The Documentary Maker
Hilaree Casada’s five years of making movies gave her invaluable legal skills
Published in 2007 Texas Rising Stars magazine
By Paul Nolan on March 15, 2007
Hilaree Casada has a little Mike Wallace in her. A little Steven Spielberg as well.
The 35-year-old associate at Hermes Sargent Bates in Dallas enjoyed success in broadcast journalism on both sides of the camera. She graduated from Southern Methodist University in 1993 with a degree in broadcast journalism and put her skills to use for several years as a producer of training films before heading back to SMU for law school.
“I wanted to be the next Jane Pauley,” she says. Upon graduating, she accepted a job at Westcott Communications, a producer of training films for 2,400 fire and EMS clients. Casada enjoyed her work at Westcott because she controlled all aspects of the projects she worked on, from researching and writing scripts, to reporting, directing and editing.
One of her assignments was producing a training program for firefighters called American Heat. Each episode featured three segments reviewing real-life emergency calls and how they were handled. In 1996, a year after the Alfred P. Murrah Federal Building was bombed in Oklahoma City, Casada produced a special episode of American Heat dedicated to that tragedy. She traveled to Oklahoma City and spoke with firefighters and other first-responders about that event.
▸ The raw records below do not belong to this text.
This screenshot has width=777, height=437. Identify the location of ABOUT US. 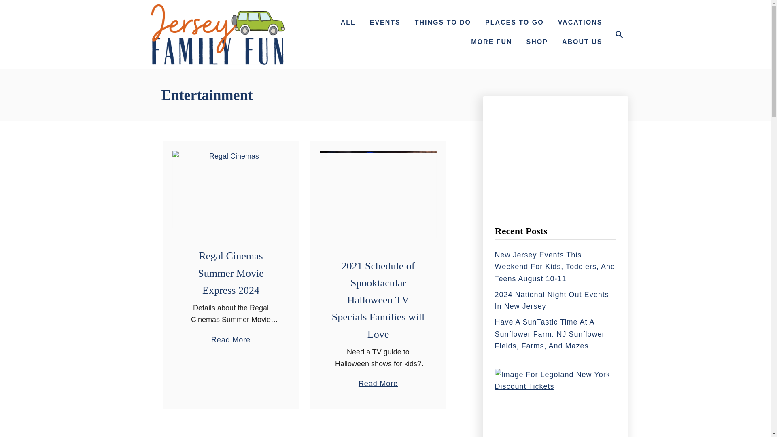
(582, 42).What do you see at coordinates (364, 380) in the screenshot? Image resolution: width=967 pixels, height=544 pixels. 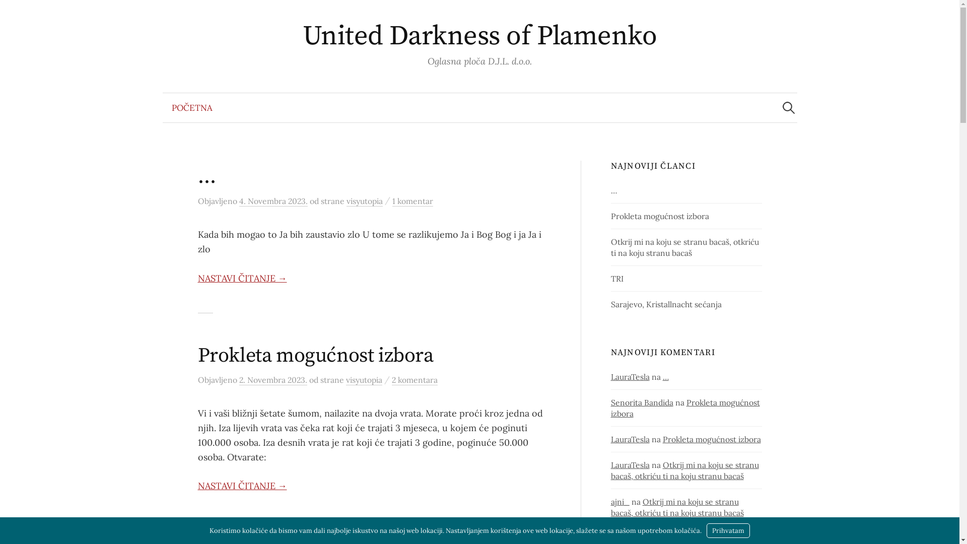 I see `visyutopia` at bounding box center [364, 380].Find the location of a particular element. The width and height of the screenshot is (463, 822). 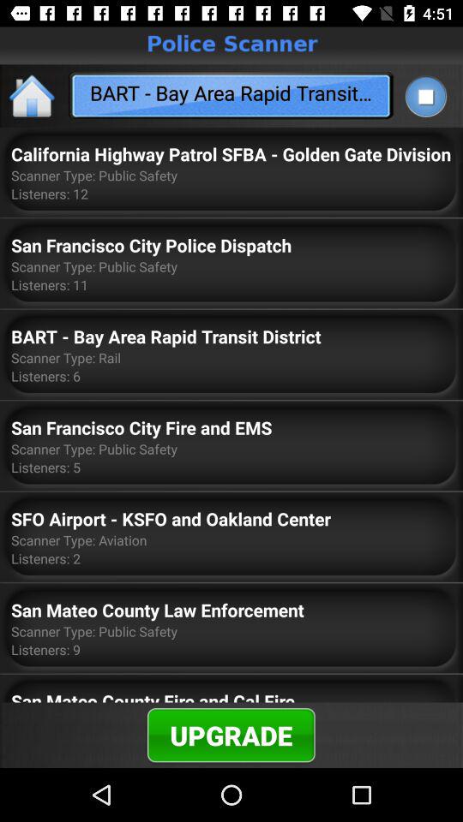

open the app next to bart bay area icon is located at coordinates (425, 96).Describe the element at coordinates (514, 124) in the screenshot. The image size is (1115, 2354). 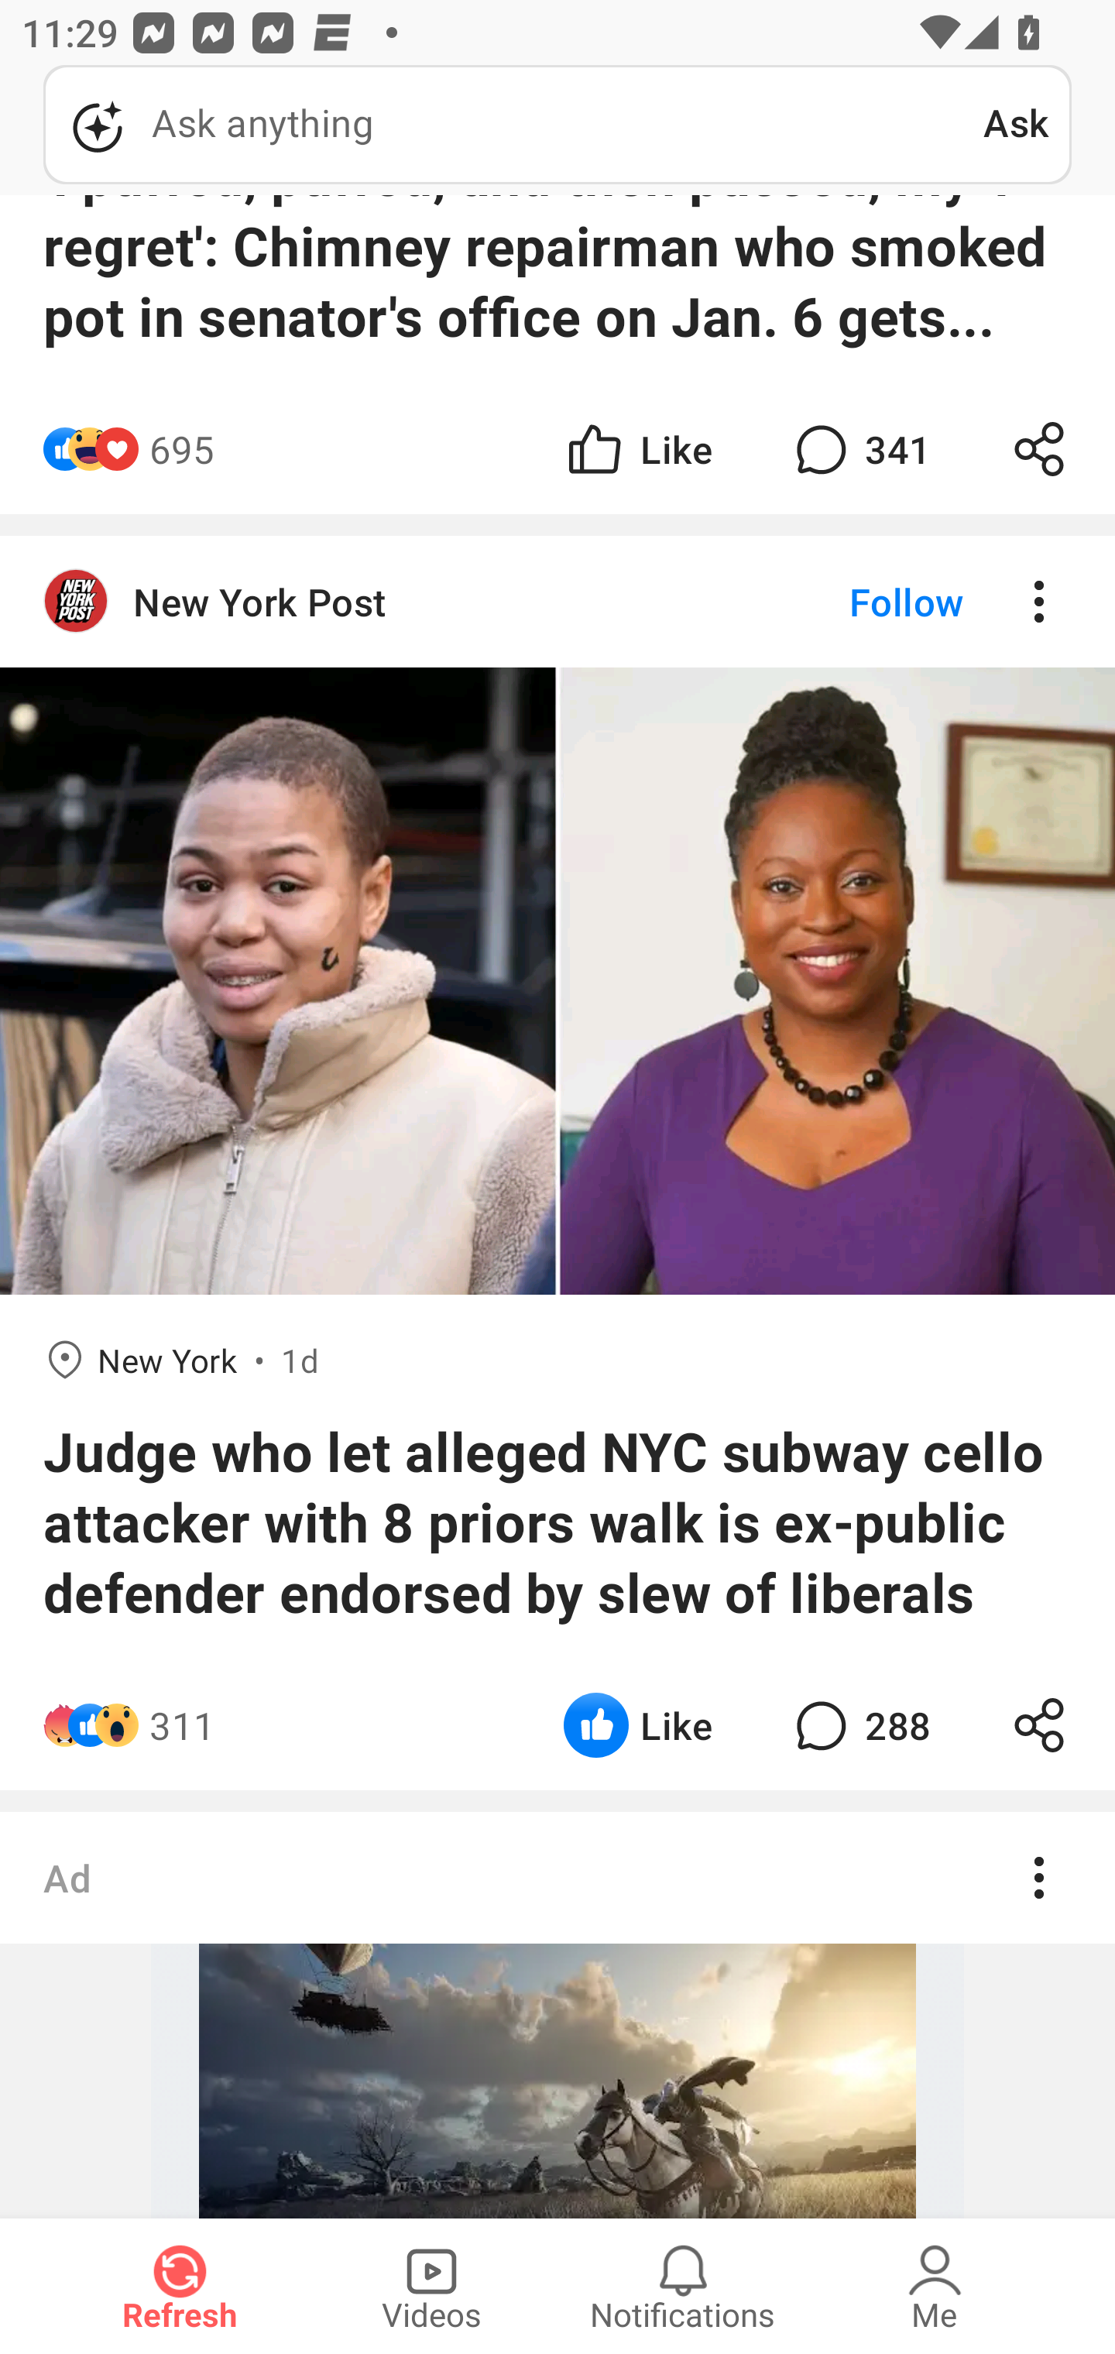
I see `Ask anything` at that location.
“We had a list of 10 or 12 workers who wanted to talk. We set up and started filming and ended up rolling all night,” she recalls. “They kept coming—firefighters and EMTs. It had been enough time for people to step away and think it through.”
By the end of that year, however, Casada knew she wanted to get her law degree, something she had originally planned while still in high school.
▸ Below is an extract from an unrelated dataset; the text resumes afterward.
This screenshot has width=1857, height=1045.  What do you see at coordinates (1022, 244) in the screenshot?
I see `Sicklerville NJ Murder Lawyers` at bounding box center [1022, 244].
“I don’t regret those five years before law school and doing what I did. I learned a lot about myself,” she says. And because her law work involves a lot of researching and writing, skills that she honed in her film production career are still valuable today.
“The best trial lawyers are those who engage,” she says. “Through filmmaking, I learned how to keep an argument simple and short—how to find the pertinent information and present it in a limited amount of time and space.”